As if losing injury-prone third baseman Anthony Rendon to a partially torn hamstring wasn’t bad enough, the Los Angeles Angels of Anaheim were dealt a bigger and more unexpected blow with the latest injury to superstar Mike Trout.
It was announced this week that Trout will undergo knee surgery to repair a torn left meniscus, and the timetable for his return in the field is not yet known.
For Trout and the Angels, this is the fourth straight season he will have to spend an extensive period of time on the IL due to a severe injury and for the third time in those four years it involves his lower body.
Trout was in the middle of a bounce back season to re-establish himself as an elite talent in the MLB. Despite a .220 batting average, he had 10 home runs, 14 RBIs, 17 runs scored, six stolen bases and a triple through the first month of the season. Even though the Halos were sputtering, falling well-below .500 yet again, Trout was doing all he could to keep his team competitive.
“Just frustrating but we’ll get through it,” a visibly frustrated and emotional Trout said to the media after the news broke about his injury. “It’s crazy because when I look back, I don’t even know when I did it.”
The question now is where the Angels go from here, not just as a team, but with Trout as the face of it.
The answer is simple. They will go nowhere. The Angels won’t move on from Trout, at least not right now, because his trade value has taken a hit, and he doesn’t really have the leverage to ask for a trade.
There has been and will be several articles and videos of people criticizing Trout for sticking with the Angels and more criticism for the Angels and their inept ownership that continues to slide deeper into mediocrity.
However, the facts are the facts. The situation is what it is. Trout decided to take that 12 year extension worth $426 million back in 2019. He could’ve waited it out for another year or two and held the Angels’ feet to the fire to go out and build a better squad around him and Shohei Ohtani.
Given all the injuries he’s had since that time, it turned out to be a brilliant move on Trout’s part, although he probably still would’ve gotten a big extension at some point.
On the flip side, the Angels’ ownership could have had serious discussions with Trout and given him an out (alla Damian Lillard with the Portland Trail Blazers in the NBA); saying that it’s best for him and the organization if the two parted ways, and sought a deal that suited both him and the team.
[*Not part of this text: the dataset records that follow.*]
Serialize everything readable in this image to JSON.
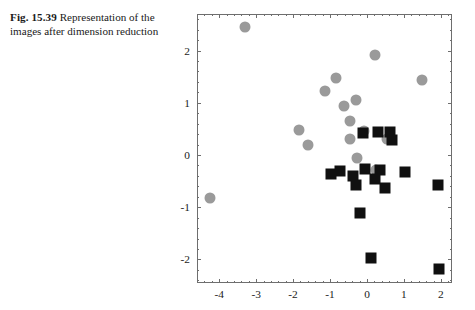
{
  "caption": {
    "label": "Fig. 15.39",
    "text": "Representation of the images after dimension reduction"
  },
  "chart_data": {
    "type": "scatter",
    "title": "",
    "xlabel": "",
    "ylabel": "",
    "xlim": [
      -4.6,
      2.3
    ],
    "ylim": [
      -2.45,
      2.7
    ],
    "xticks": [
      -4,
      -3,
      -2,
      -1,
      0,
      1,
      2
    ],
    "yticks": [
      -2,
      -1,
      0,
      1,
      2
    ],
    "xticklabels": [
      "-4",
      "-3",
      "-2",
      "-1",
      "0",
      "1",
      "2"
    ],
    "yticklabels": [
      "-2",
      "-1",
      "0",
      "1",
      "2"
    ],
    "grid": false,
    "legend": "none",
    "colors": {
      "circle": "#9a9a9a",
      "square": "#101010",
      "frame": "#6e6e6e"
    },
    "series": [
      {
        "name": "Class A",
        "marker": "circle",
        "color": "#9a9a9a",
        "points": [
          [
            -3.3,
            2.45
          ],
          [
            -4.25,
            -0.83
          ],
          [
            -1.85,
            0.47
          ],
          [
            -1.6,
            0.2
          ],
          [
            -1.15,
            1.22
          ],
          [
            -0.85,
            1.47
          ],
          [
            -0.62,
            0.93
          ],
          [
            -0.47,
            0.66
          ],
          [
            -0.45,
            0.3
          ],
          [
            -0.3,
            1.05
          ],
          [
            -0.28,
            -0.06
          ],
          [
            -0.08,
            0.46
          ],
          [
            0.22,
            1.92
          ],
          [
            0.25,
            -0.28
          ],
          [
            0.55,
            0.3
          ],
          [
            1.5,
            1.43
          ]
        ]
      },
      {
        "name": "Class B",
        "marker": "square",
        "color": "#101010",
        "points": [
          [
            -0.12,
            0.42
          ],
          [
            0.3,
            0.45
          ],
          [
            0.62,
            0.44
          ],
          [
            0.68,
            0.28
          ],
          [
            -0.98,
            -0.36
          ],
          [
            -0.72,
            -0.31
          ],
          [
            -0.38,
            -0.4
          ],
          [
            -0.3,
            -0.57
          ],
          [
            -0.06,
            -0.26
          ],
          [
            0.22,
            -0.46
          ],
          [
            0.36,
            -0.28
          ],
          [
            0.48,
            -0.63
          ],
          [
            1.02,
            -0.33
          ],
          [
            1.92,
            -0.57
          ],
          [
            -0.18,
            -1.11
          ],
          [
            0.1,
            -1.98
          ],
          [
            1.95,
            -2.18
          ]
        ]
      }
    ]
  }
}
However, none of that happened and likely won’t happen, at least not this year. When asked about this before, especially on the heels of Ohtani’s departure, Trout said with sincerity that he didn’t want to bail out and wanted to make it work in Anaheim with the organization that drafted him, developed him, and gave him an opportunity to grow into stardom.
In the majority of his 13 years with the Angels, Trout has done that. He’s won three AL MVPs, an 11-time All-Star, Rookie of the Year, nine-time Silver Slugger, and three-time All-MLB First Team.
Nobody would blame him for asking for a trade, he’s proven his worth many times to this team and the fans. However, he shouldn’t get criticism for wanting to stay, not demanding a trade, and staying loyal amidst a decade of rough years in Anaheim. He made his bed, and he probably knew it could go this way with this ownership when he signed that mega-contract in 2019.
What he also has to come to terms with is he’s not quite the same superstar as he was five or six years ago. He’s older now (about to be 33 in August), more injury prone now, more vulnerable, and in a league with young, rising stars, falling into a tier-2 class of the game’s elite; still great, still an All-Star but not quite the top of the heap anymore.
At the end of the day, both Trout and the Angels aren’t going to get better any time soon. All they can do is build themselves up again and try to improve internally. Like an old married couple, Trout and the Angels have their flaws, but realize the best move is to stick together and continue to go down this bumpy road together.